The area of the Mad About the Boy exhibition, featuring two objects, looked at the way school life and uniform has inspired many designers and image-makers.

The area of the Mad About the Boy exhibition, featuring two objects, looked at the way school life and uniform has inspired many designers and image-makers.

Installation shot from Mad About The Boy

The schoolyard and classroom offer countless themes to the fashion photographer or designer: bonding, group identity, routine, and rules and regulations. On an aesthetic level, uniform is one of contemporary menswear greatest references, but it is often the more emotive or sensitive aspects of school life that spark the imagination.

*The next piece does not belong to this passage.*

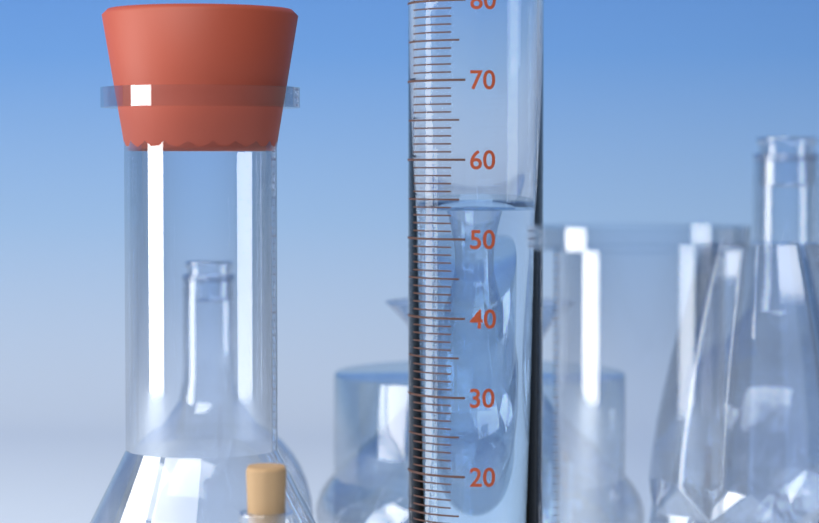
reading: 54 ml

When Raf Simons sent coats scrawled with rushed graffiti and cluttered wording down his Autumn/Winter 2015 catwalk he reminded viewers of the sense of community enjoyed and, in turn, struggled with at school, referencing the 'leavers’ shirts' covered in classmates’ signatures that numerous graduates hold on to even into adulthood. Simons’ was citing a Belgian- specific tradition from his childhood – a 'celebration' of a youth’s first 100 days at college, when boys from the older years engage in 'hazing' rituals to test the younger boys’ physical and mental limits. For Simons, this meant having his feet buried in buckets of plaster that set, forcing him to stand upright for an entire day before being handed a hammer to smash his way out. The coats were an ode to the long white garments worn by the persecutors, a nod perhaps to how we can even be nostalgic for the most painful aspects of youth – failure, embarrassment, unrequited love or unfulfilled potential.

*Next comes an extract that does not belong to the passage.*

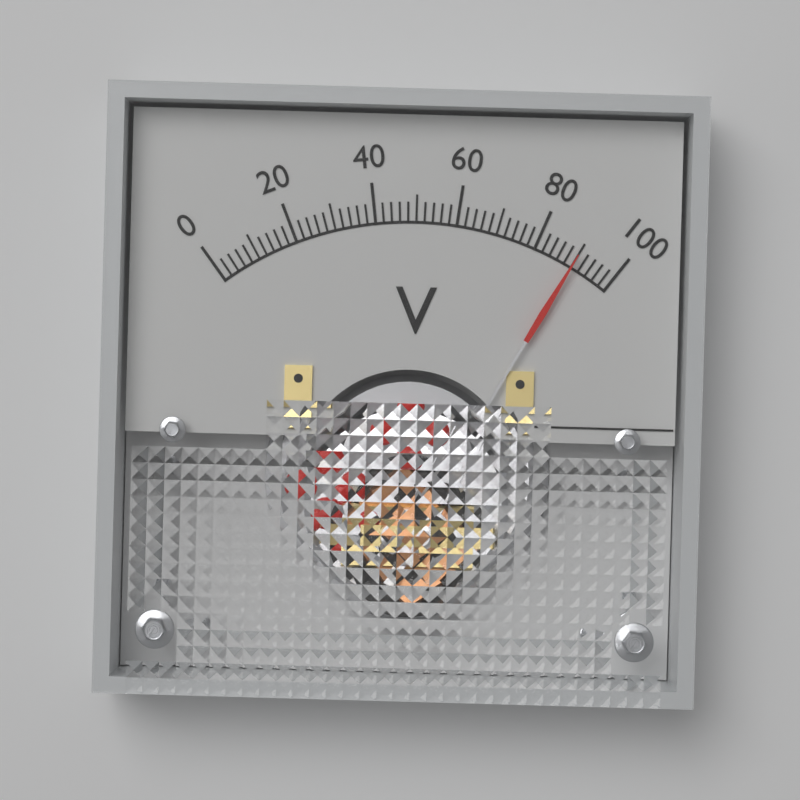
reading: 90 V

School-inspired fashion conjures up a sense of rites of passage: memories of development, change and early significant achievements.

School-inspired fashion conjures up a sense of rites of passage: memories of development, change and early significant achievements. These routines and traditions are captured in Ian Macdonald’s Eton, shot during his year as artist-in-residence at the Berkshire-based independent school, one of many studies that focus on the rites and rituals of traditional British education, and the significance of school dress and hierarchies. There are few pieces of clothing so closely tied to life progression and human growth than school uniform – a prefect’s badge can turn a boy to a man and a new blazer may ignite a fresh confidence in a way no future garment can.

Objects featured in this section of the Mad About The Boy exhibition:

  • Raf Simons, Autumn/Winter 2015. Courtesy of Raf Simons.
  • Ian Macdonald, Eton, 2007. Courtesy of London College of Fashion Library, University of the Arts London.